Key Takeaways
The crypto job market keeps growing, attracting skilled workers and cyber threats.
In May 2025, Kraken, a centralized cryptocurrency exchange, revealed that a supposed software engineer named “Steven Smith” was actually a North Korean hacker trying to infiltrate the company.
North Korean hacker groups, especially the Lazarus Group, have repeatedly targeted cryptocurrency exchanges and companies. These operations are believed to help fund North Korea’s nuclear weapons and ballistic missile programs, according to multiple reports from the United Nations, U.S. Treasury , and cybersecurity firms like Chainalysis .
Kraken’s security team, led by Chief Security Officer Nicholas Percoco, continued the interview process to understand how these threats operate.
Percoco used casual questions about Halloween and food to uncover inconsistencies in the applicant’s story. What started as a standard hiring process became a live investigation into state-backed deception.
This article explains the social engineering tactics targeting crypto employers, the red flags in suspicious job applications, how to vet candidates in Web3, and what crypto companies can do to strengthen their hiring protocols.
Steven Smith submitted a resume, completed tests, and scheduled interviews. But things changed during the live video calls. He used a different name when joining the call, and his voice occasionally shifted, as if someone was coaching him in real time.
The applicant failed to provide clear answers or showed confusion, revealing gaps in cultural knowledge that usually come with living in the U.S., as the resume claimed. Further checks raised deeper concerns.
The email address matched one used in past North Korean cyber campaigns. The GitHub activity was tied to compromised codebases.
The applicant also accessed the interviews through remote desktops behind a VPN, masking the real location. This case is not isolated and similar tactics have been reported.
Kraken documented the whole process and shared it with media outlets to warn others in the industry, ensuring that Steven did not get the job at Kraken.
However, as Chief Security Officer Nicholas Percoco pointed out, he almost certainly got hired by another company in the industry.
CCN reached out to Sam Wellalage, executive recruiter in blockchain and fintech at WorkInCrypto, to understand how fake job applicants have evolved in the Web3 space. He confirmed that this is not new, but the methods have changed.
“This is something I’ve been seeing for a while,” he said, explaining that the problem includes both fake job ads and fake applications. The focus here, he noted, is on the applicants, who have grown far more sophisticated since 2021.
Wellalage recalled how scams used to be easy to spot. Fake candidates often used common names like “John Matthews” and listed experience from top-tier firms. However, once asked for a video interview, they would claim a camera malfunction and refuse to show their face.
Today’s tactics go further. Some applicants mimic real professionals with cloned resumes, coached responses, and masked identities. Wellalage emphasized the importance of using live video.
“We never put someone forward unless we’ve spoken to them on video ourselves, no matter what level they’re at.” The issue, however, lies with companies and recruiters who skip this step and forward candidates without even seeing them or assessing them in depth.
Surface-level questions do not reveal the truth. Instead, Wellalage advises asking what the applicant personally did on past projects and how it impacted outcomes. “The depth and authenticity of those answers usually tell you everything you need to know.”
In Web3 hiring, scammers no longer rely on fake resumes alone; they create full identities meant to slip through basic screening. Hiring teams must recognize warning signs early in the process.
Some of the red flags are the following:
Hiring in Web3 involves unique risks that traditional frameworks do not fully address. Remote structures, pseudonymous applicants, and decentralized team models increase the likelihood of infiltration.
Strengthening protocols requires balancing privacy concerns with the need for rigorous verification.
Recommended practices for reinforcing hiring frameworks include:
These are strategic and structural changes that make the entire hiring system more secure over time:
A strong hiring process protects companies, projects, and entire organizations and it reinforces the integrity and credibility of the crypto ecosystem. But security must never override ethics.
As cases of company espionage rise across the industry, protecting internal systems from infiltration is essential.
The best defense against social engineering is a balance of structured verification, professional empathy, and respect for privacy.
Web3 companies that invest in thoughtful hiring frameworks will be able to block insider threats and build trust with the right talent.
Very common. Groups like Lazarus have been linked to high-profile hacks and fake job campaigns. Their goal is often to fund state operations through stolen crypto. They can offer clues, but they are not definitive. They must be cross-verified with other data. Yes. With standardized workflows, strong identity checks, and layered onboarding practices, remote-first companies can remain both agile and secure. How common are North Korean attacks on crypto companies?
Are blockchain addresses reliable for background checks?
Can fully remote crypto teams still enforce secure hiring?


■ Exercise goal
Only the lines that include "structured" should be copied from the data below.

■ Excerpts from a figure dataset
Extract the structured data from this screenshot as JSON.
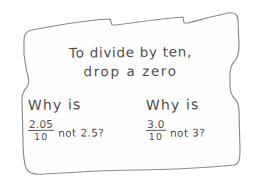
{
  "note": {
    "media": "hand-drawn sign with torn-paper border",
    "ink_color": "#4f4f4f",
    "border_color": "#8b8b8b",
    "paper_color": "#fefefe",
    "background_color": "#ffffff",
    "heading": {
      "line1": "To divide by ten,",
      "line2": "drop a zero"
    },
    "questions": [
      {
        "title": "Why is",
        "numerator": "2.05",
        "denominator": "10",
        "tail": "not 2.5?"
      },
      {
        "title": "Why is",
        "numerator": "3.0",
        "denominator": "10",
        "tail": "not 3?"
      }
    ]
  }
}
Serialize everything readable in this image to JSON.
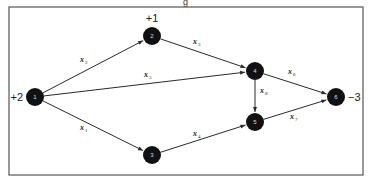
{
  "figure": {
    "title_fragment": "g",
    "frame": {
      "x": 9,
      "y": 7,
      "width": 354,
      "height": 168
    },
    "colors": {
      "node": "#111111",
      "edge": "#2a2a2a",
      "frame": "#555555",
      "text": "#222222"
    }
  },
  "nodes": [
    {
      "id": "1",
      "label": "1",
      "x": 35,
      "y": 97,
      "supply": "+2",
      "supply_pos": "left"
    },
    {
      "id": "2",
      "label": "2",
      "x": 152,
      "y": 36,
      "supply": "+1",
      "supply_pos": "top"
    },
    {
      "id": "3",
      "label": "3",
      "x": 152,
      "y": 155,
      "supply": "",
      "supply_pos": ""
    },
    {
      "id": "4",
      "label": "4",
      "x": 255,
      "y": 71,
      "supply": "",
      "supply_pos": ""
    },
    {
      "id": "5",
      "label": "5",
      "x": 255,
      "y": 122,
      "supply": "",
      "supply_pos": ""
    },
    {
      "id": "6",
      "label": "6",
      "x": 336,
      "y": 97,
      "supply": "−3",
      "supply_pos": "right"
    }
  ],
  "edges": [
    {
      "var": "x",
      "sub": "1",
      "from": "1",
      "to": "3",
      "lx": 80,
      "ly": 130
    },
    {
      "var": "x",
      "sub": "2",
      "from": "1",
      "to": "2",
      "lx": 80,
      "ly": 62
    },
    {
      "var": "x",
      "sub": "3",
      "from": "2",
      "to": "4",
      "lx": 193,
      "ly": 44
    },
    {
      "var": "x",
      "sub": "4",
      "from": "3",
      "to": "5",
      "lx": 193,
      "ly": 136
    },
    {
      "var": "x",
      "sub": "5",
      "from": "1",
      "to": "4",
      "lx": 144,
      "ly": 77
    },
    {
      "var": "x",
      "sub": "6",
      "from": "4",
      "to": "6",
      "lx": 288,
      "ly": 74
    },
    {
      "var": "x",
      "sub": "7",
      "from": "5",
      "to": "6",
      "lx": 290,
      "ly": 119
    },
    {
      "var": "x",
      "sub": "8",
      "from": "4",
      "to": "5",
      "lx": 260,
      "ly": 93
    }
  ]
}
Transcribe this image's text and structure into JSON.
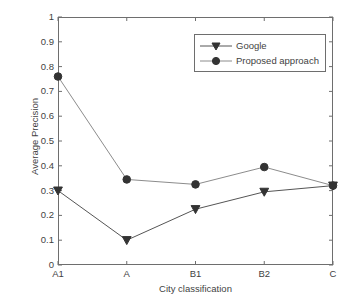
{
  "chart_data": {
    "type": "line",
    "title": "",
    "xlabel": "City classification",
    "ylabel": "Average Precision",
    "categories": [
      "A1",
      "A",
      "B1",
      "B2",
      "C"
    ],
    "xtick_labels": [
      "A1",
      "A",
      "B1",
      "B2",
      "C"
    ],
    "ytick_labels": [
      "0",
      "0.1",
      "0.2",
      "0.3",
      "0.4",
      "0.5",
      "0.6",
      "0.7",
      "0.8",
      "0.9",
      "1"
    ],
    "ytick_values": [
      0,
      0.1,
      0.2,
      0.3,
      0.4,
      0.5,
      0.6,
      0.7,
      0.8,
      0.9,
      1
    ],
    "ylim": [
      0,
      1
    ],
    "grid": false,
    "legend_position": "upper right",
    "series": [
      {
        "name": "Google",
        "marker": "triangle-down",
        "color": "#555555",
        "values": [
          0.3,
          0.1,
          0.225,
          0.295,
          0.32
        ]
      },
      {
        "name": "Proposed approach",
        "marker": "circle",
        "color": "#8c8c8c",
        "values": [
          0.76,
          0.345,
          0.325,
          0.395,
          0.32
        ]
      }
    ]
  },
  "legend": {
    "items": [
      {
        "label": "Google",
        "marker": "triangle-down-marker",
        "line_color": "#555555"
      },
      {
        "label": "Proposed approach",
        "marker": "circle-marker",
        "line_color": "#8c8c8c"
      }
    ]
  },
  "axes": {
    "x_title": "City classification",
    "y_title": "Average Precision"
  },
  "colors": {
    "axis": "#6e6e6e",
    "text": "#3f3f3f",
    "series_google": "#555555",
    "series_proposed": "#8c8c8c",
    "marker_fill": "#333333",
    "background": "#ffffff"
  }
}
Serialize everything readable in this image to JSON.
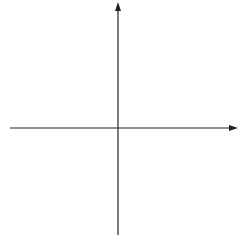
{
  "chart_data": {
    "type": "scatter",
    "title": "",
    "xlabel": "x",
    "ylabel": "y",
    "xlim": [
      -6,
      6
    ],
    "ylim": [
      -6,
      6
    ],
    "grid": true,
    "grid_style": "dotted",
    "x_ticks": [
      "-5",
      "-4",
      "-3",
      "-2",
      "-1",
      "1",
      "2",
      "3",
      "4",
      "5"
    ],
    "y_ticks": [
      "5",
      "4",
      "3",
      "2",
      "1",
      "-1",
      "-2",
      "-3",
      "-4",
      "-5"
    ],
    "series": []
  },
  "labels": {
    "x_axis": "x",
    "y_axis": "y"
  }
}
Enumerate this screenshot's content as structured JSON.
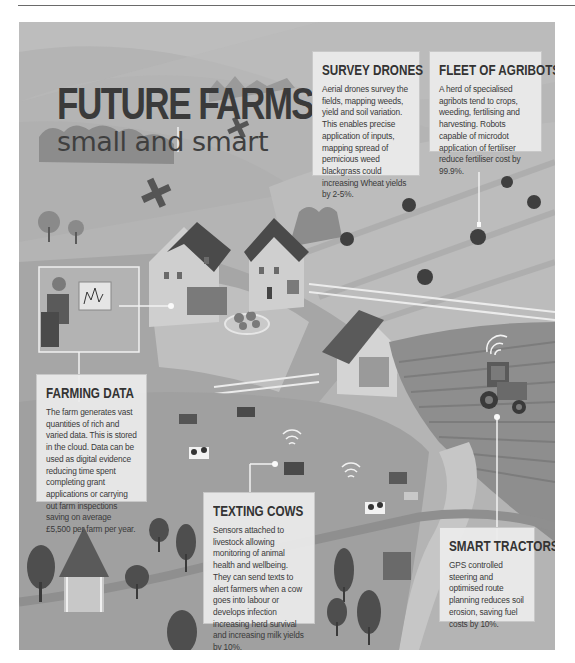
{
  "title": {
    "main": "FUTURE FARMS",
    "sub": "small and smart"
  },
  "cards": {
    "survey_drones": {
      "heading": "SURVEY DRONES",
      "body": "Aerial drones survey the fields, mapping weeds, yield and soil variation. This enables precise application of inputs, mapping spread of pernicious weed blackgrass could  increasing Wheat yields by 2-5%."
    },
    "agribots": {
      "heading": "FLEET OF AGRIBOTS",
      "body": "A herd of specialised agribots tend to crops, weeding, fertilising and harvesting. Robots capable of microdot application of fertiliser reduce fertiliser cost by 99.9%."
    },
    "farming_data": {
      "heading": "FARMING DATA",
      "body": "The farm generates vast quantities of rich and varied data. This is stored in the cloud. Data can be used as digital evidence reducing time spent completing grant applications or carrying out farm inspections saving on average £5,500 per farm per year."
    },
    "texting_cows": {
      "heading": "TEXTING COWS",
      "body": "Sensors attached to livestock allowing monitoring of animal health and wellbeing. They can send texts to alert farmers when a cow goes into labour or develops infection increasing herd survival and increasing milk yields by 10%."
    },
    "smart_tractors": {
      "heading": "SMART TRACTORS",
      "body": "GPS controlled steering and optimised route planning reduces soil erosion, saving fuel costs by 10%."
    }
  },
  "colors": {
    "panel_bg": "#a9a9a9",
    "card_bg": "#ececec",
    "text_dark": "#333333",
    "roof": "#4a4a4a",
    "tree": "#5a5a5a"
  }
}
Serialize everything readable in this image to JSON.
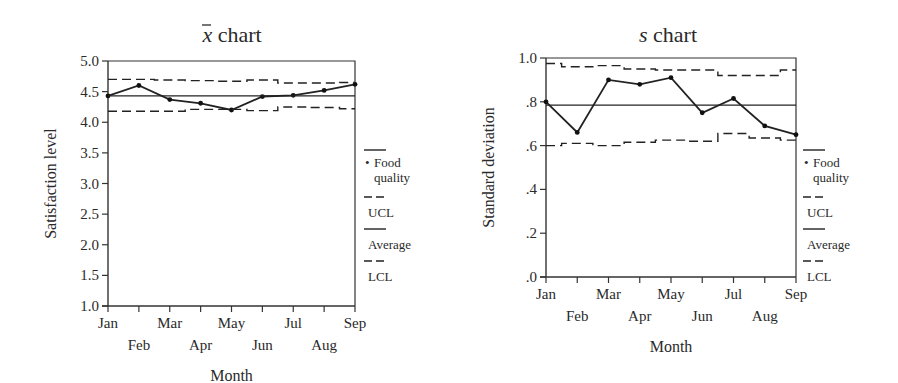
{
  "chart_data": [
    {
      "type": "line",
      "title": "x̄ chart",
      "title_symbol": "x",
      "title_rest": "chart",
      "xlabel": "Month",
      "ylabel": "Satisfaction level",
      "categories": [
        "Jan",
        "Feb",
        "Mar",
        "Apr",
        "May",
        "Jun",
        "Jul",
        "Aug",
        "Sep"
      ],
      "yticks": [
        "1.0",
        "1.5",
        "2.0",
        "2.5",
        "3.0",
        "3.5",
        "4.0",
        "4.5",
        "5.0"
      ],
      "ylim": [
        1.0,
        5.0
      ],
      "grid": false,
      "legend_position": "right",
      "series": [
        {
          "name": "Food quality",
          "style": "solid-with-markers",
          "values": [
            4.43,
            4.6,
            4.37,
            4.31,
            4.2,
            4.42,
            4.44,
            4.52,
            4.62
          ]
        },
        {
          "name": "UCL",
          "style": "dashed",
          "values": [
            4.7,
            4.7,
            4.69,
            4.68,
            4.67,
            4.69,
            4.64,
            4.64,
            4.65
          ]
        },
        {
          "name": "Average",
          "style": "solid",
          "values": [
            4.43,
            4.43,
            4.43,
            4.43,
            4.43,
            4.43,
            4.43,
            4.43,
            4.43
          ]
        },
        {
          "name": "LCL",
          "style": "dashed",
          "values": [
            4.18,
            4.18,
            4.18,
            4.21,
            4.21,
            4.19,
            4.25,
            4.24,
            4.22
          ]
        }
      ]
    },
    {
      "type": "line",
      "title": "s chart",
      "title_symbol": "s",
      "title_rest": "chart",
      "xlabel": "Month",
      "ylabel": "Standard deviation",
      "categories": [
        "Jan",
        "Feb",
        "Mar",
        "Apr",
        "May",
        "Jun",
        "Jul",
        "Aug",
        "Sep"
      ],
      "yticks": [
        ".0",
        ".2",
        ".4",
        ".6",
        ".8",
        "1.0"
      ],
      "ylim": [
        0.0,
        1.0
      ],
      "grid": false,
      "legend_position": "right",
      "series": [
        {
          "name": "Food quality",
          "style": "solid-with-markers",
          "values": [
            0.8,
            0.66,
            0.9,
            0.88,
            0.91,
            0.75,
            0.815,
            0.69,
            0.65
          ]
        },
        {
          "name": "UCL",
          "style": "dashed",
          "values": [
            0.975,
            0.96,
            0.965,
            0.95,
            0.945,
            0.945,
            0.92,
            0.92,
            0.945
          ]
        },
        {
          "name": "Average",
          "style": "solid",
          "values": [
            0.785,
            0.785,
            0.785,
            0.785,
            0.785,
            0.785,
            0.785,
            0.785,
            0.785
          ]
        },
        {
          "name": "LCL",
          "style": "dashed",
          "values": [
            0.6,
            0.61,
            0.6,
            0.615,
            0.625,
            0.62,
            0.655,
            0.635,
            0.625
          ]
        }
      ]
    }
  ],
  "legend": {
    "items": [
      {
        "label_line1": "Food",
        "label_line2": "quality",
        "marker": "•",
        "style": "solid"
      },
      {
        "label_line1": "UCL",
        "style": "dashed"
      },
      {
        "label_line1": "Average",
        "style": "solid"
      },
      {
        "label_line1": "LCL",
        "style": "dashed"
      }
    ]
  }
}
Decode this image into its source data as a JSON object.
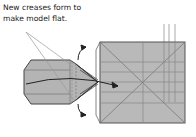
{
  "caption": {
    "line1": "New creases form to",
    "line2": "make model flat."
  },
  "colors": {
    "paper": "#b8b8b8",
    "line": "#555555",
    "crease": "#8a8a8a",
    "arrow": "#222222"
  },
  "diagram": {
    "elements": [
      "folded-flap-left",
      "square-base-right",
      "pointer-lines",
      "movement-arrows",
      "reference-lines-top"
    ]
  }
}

■ Output
Extract the structured data from this screenshot as JSON.
Enumerate this screenshot's content as structured JSON.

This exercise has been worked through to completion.